Enterprise search and analytics company Elastic has agreed to acquire DeductiveAI, a startup that uses artificial intelligence to automatically detect and resolve software bugs, in a deal valued at up to $85 million, according to sources familiar with the transaction.
Founded in 2023 and emerging from stealth just last November, DeductiveAI raised a $7.5 million seed round led by CRV with participation from Databricks Ventures, Thomvest Ventures, and PrimeSet. The startup was valued at $33 million at the time of its seed round, making this exit a solid return for early investors in under two years.
DeductiveAI operates in the fast-growing field of AI-powered site reliability engineering (AI SRE). As organizations churn out increasingly large volumes of AI-generated code, the need for automated debugging and incident resolution has become critical. DeductiveAI’s AI agents can cut incident resolution time by up to 90%, freeing human SREs to focus on product development rather than constantly fighting fires.
The technology will plug directly into Elastic’s observability platform, which helps engineers monitor software systems and detect security threats. By integrating DeductiveAI’s autonomous debugging capabilities, Elastic aims to offer customers tools that can automatically monitor performance and resolve system failures in real time — a significant step beyond traditional monitoring dashboards.
The acquisition reflects a broader industry trend: established tech incumbents are aggressively buying AI-native startups to embed agentic capabilities into their existing products rather than building from scratch. Elastic, which went public in 2018 and is best known for Elasticsearch, is joining a wave of enterprise software companies making similar moves.
DeductiveAI was co-founded by Rakesh Kothari, formerly VP of engineering at ThoughtSpot, and Sameer Agarwal, a former founding engineer at Databricks who also worked at Apache Software Foundation and Meta. Despite reaching roughly $1 million in annual recurring revenue, the startup faced stiff competition from Resolve AI, a Greylock and Lightspeed-backed competitor valued at $1.5 billion.
The speedy exit underscores how quickly M&A is moving in the AI infrastructure space, particularly for startups that can demonstrate enterprise-ready technology and strong founding teams.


» How to complete this task:
Check each line of the data for "inclusion" and select those that have it.

» Extracted material:
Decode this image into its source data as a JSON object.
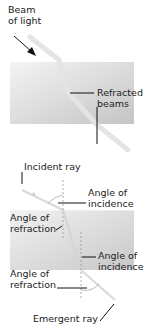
{
  "top_panel": {
    "beam_label_line1": "Beam",
    "beam_label_line2": "of light",
    "refracted_label_line1": "Refracted",
    "refracted_label_line2": "beams"
  },
  "bottom_panel": {
    "incident_ray": "Incident ray",
    "angle_incidence_1_line1": "Angle of",
    "angle_incidence_1_line2": "incidence",
    "angle_refraction_1_line1": "Angle of",
    "angle_refraction_1_line2": "refraction",
    "angle_incidence_2_line1": "Angle of",
    "angle_incidence_2_line2": "incidence",
    "angle_refraction_2_line1": "Angle of",
    "angle_refraction_2_line2": "refraction",
    "emergent_ray": "Emergent ray"
  },
  "colors": {
    "block_light": "#ededed",
    "block_dark": "#c9c9c9",
    "beam": "#e2e2e2",
    "text": "#222222"
  }
}
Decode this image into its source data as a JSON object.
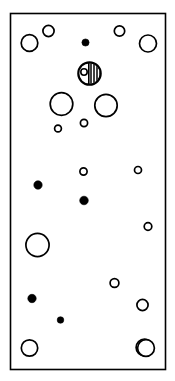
{
  "figure": {
    "type": "scientific-illustration",
    "canvas": {
      "width": 175,
      "height": 381
    },
    "background_color": "#ffffff",
    "stroke_color": "#000000",
    "fill_color": "#000000",
    "open_fill_color": "#ffffff"
  },
  "frame": {
    "name": "outer-rectangle",
    "x": 10.5,
    "y": 13.5,
    "width": 155,
    "height": 356,
    "stroke_width": 1.6
  },
  "chart_data": {
    "type": "scatter",
    "title": "",
    "xlabel": "",
    "ylabel": "",
    "xlim": [
      10,
      166
    ],
    "ylim": [
      13,
      370
    ],
    "grid": false,
    "legend": null,
    "series": [
      {
        "name": "open-circles",
        "style": "open",
        "stroke": "#000000",
        "fill": "#ffffff",
        "stroke_width": 1.7,
        "points": [
          {
            "id": "oc-1",
            "cx": 29.5,
            "cy": 43.0,
            "r": 8.3
          },
          {
            "id": "oc-2",
            "cx": 48.5,
            "cy": 31.0,
            "r": 5.6
          },
          {
            "id": "oc-3",
            "cx": 119.5,
            "cy": 31.0,
            "r": 5.2
          },
          {
            "id": "oc-4",
            "cx": 148.0,
            "cy": 43.5,
            "r": 8.5
          },
          {
            "id": "oc-5",
            "cx": 61.5,
            "cy": 104.0,
            "r": 11.3
          },
          {
            "id": "oc-6",
            "cx": 106.0,
            "cy": 105.5,
            "r": 11.2
          },
          {
            "id": "oc-7",
            "cx": 84.0,
            "cy": 123.0,
            "r": 3.6
          },
          {
            "id": "oc-8",
            "cx": 58.0,
            "cy": 128.5,
            "r": 3.4
          },
          {
            "id": "oc-9",
            "cx": 83.5,
            "cy": 171.5,
            "r": 3.6
          },
          {
            "id": "oc-10",
            "cx": 138.0,
            "cy": 170.0,
            "r": 3.5
          },
          {
            "id": "oc-11",
            "cx": 148.0,
            "cy": 226.5,
            "r": 3.8
          },
          {
            "id": "oc-12",
            "cx": 37.5,
            "cy": 245.0,
            "r": 11.6
          },
          {
            "id": "oc-13",
            "cx": 114.5,
            "cy": 283.0,
            "r": 4.4
          },
          {
            "id": "oc-14",
            "cx": 142.5,
            "cy": 305.0,
            "r": 5.6
          },
          {
            "id": "oc-15",
            "cx": 29.5,
            "cy": 348.0,
            "r": 8.2
          },
          {
            "id": "oc-16",
            "cx": 144.5,
            "cy": 347.5,
            "r": 8.4
          },
          {
            "id": "oc-17",
            "cx": 146.0,
            "cy": 348.0,
            "r": 8.4
          }
        ]
      },
      {
        "name": "filled-circles",
        "style": "filled",
        "stroke": "#000000",
        "fill": "#000000",
        "points": [
          {
            "id": "fc-1",
            "cx": 85.5,
            "cy": 42.5,
            "r": 3.6
          },
          {
            "id": "fc-2",
            "cx": 38.0,
            "cy": 185.0,
            "r": 4.2
          },
          {
            "id": "fc-3",
            "cx": 84.0,
            "cy": 200.5,
            "r": 4.3
          },
          {
            "id": "fc-4",
            "cx": 32.0,
            "cy": 298.5,
            "r": 4.2
          },
          {
            "id": "fc-5",
            "cx": 60.5,
            "cy": 320.0,
            "r": 3.3
          }
        ]
      },
      {
        "name": "hatched-marker",
        "style": "hatched-with-inclusion",
        "stroke": "#000000",
        "stroke_width": 2.2,
        "points": [
          {
            "id": "hm-1",
            "cx": 89.5,
            "cy": 73.5,
            "r": 11.2,
            "divider_x_offset": 1.5,
            "hatch_spacing": 3.0,
            "inclusion": {
              "cx": 84.0,
              "cy": 72.0,
              "r": 3.2
            }
          }
        ]
      }
    ],
    "counts": {
      "open_circles": 17,
      "filled_circles": 5,
      "hatched_markers": 1,
      "total": 23
    }
  }
}
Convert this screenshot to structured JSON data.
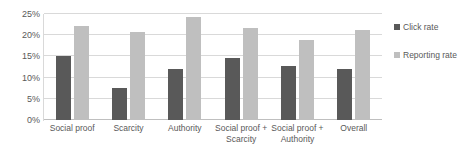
{
  "chart_data": {
    "type": "bar",
    "title": "",
    "xlabel": "",
    "ylabel": "",
    "ylim": [
      0,
      25
    ],
    "ytick_labels": [
      "0%",
      "5%",
      "10%",
      "15%",
      "20%",
      "25%"
    ],
    "ytick_values": [
      0,
      5,
      10,
      15,
      20,
      25
    ],
    "grid": true,
    "legend_position": "right",
    "categories": [
      "Social proof",
      "Scarcity",
      "Authority",
      "Social proof + Scarcity",
      "Social proof + Authority",
      "Overall"
    ],
    "series": [
      {
        "name": "Click rate",
        "color": "#595959",
        "values": [
          15.0,
          7.6,
          12.0,
          14.7,
          12.8,
          12.0
        ]
      },
      {
        "name": "Reporting rate",
        "color": "#bfbfbf",
        "values": [
          22.2,
          20.8,
          24.4,
          21.8,
          18.9,
          21.3
        ]
      }
    ]
  },
  "legend": {
    "items": [
      {
        "label": "Click rate",
        "color": "#595959"
      },
      {
        "label": "Reporting rate",
        "color": "#bfbfbf"
      }
    ]
  },
  "colors": {
    "click_rate": "#595959",
    "reporting_rate": "#bfbfbf",
    "gridline": "#d9d9d9",
    "text": "#595959",
    "background": "#ffffff"
  }
}
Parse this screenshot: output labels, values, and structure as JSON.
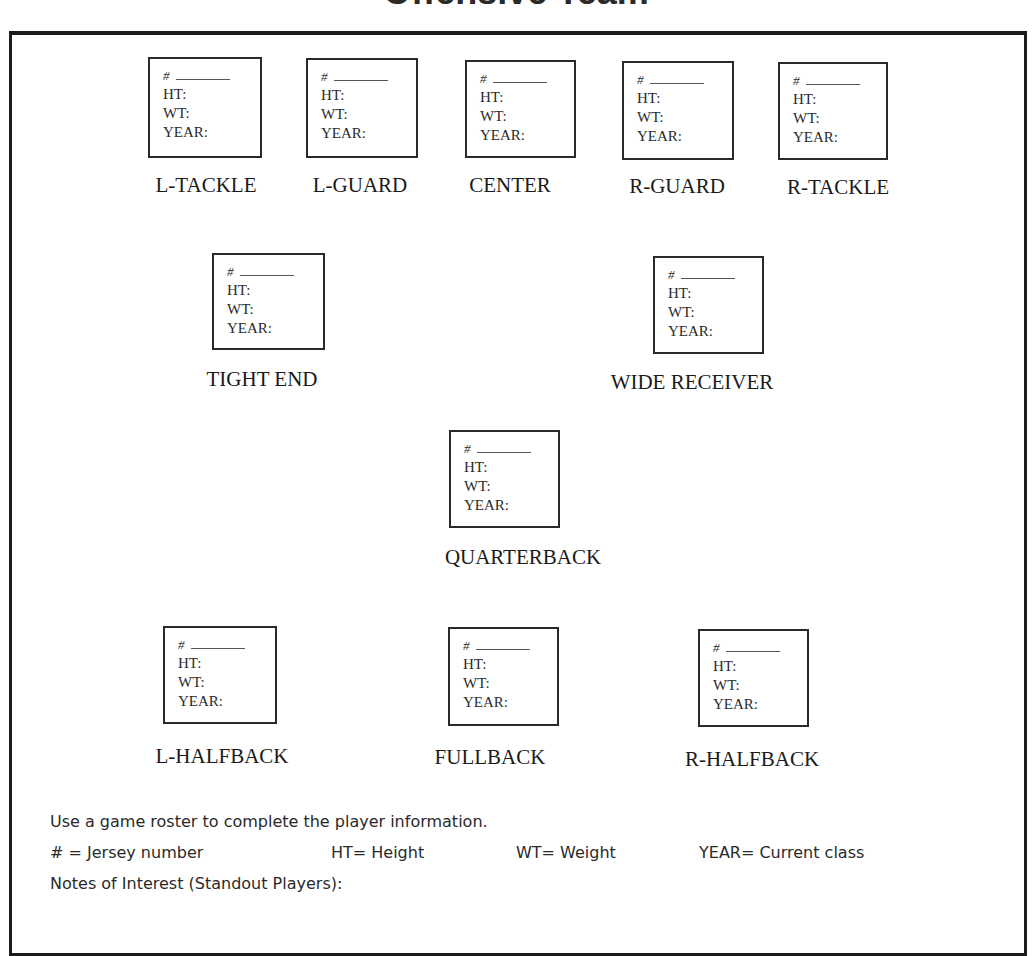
{
  "page": {
    "title": "Offensive Team"
  },
  "field_labels": {
    "jersey": "#",
    "height": "HT:",
    "weight": "WT:",
    "year": "YEAR:"
  },
  "positions": [
    {
      "id": "l-tackle",
      "label": "L-TACKLE",
      "box": {
        "x": 148,
        "y": 57,
        "w": 114,
        "h": 101
      },
      "label_pos": {
        "cx": 206,
        "y": 173
      }
    },
    {
      "id": "l-guard",
      "label": "L-GUARD",
      "box": {
        "x": 306,
        "y": 58,
        "w": 112,
        "h": 100
      },
      "label_pos": {
        "cx": 360,
        "y": 173
      }
    },
    {
      "id": "center",
      "label": "CENTER",
      "box": {
        "x": 465,
        "y": 60,
        "w": 111,
        "h": 98
      },
      "label_pos": {
        "cx": 510,
        "y": 173
      }
    },
    {
      "id": "r-guard",
      "label": "R-GUARD",
      "box": {
        "x": 622,
        "y": 61,
        "w": 112,
        "h": 99
      },
      "label_pos": {
        "cx": 677,
        "y": 174
      }
    },
    {
      "id": "r-tackle",
      "label": "R-TACKLE",
      "box": {
        "x": 778,
        "y": 62,
        "w": 110,
        "h": 98
      },
      "label_pos": {
        "cx": 838,
        "y": 175
      }
    },
    {
      "id": "tight-end",
      "label": "TIGHT END",
      "box": {
        "x": 212,
        "y": 253,
        "w": 113,
        "h": 97
      },
      "label_pos": {
        "cx": 262,
        "y": 367
      }
    },
    {
      "id": "wide-receiver",
      "label": "WIDE RECEIVER",
      "box": {
        "x": 653,
        "y": 256,
        "w": 111,
        "h": 98
      },
      "label_pos": {
        "cx": 692,
        "y": 370
      }
    },
    {
      "id": "quarterback",
      "label": "QUARTERBACK",
      "box": {
        "x": 449,
        "y": 430,
        "w": 111,
        "h": 98
      },
      "label_pos": {
        "cx": 523,
        "y": 545
      }
    },
    {
      "id": "l-halfback",
      "label": "L-HALFBACK",
      "box": {
        "x": 163,
        "y": 626,
        "w": 114,
        "h": 98
      },
      "label_pos": {
        "cx": 222,
        "y": 744
      }
    },
    {
      "id": "fullback",
      "label": "FULLBACK",
      "box": {
        "x": 448,
        "y": 627,
        "w": 111,
        "h": 99
      },
      "label_pos": {
        "cx": 490,
        "y": 745
      }
    },
    {
      "id": "r-halfback",
      "label": "R-HALFBACK",
      "box": {
        "x": 698,
        "y": 629,
        "w": 111,
        "h": 98
      },
      "label_pos": {
        "cx": 752,
        "y": 747
      }
    }
  ],
  "footer": {
    "instructions": "Use a game roster to complete the player information.",
    "legend": [
      {
        "text": "# = Jersey number",
        "x": 50
      },
      {
        "text": "HT= Height",
        "x": 331
      },
      {
        "text": "WT= Weight",
        "x": 516
      },
      {
        "text": "YEAR= Current class",
        "x": 699
      }
    ],
    "notes_label": "Notes of Interest (Standout Players):"
  }
}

» Task result:
        "style": "hatched-with-inclusion",
            "inclusion": {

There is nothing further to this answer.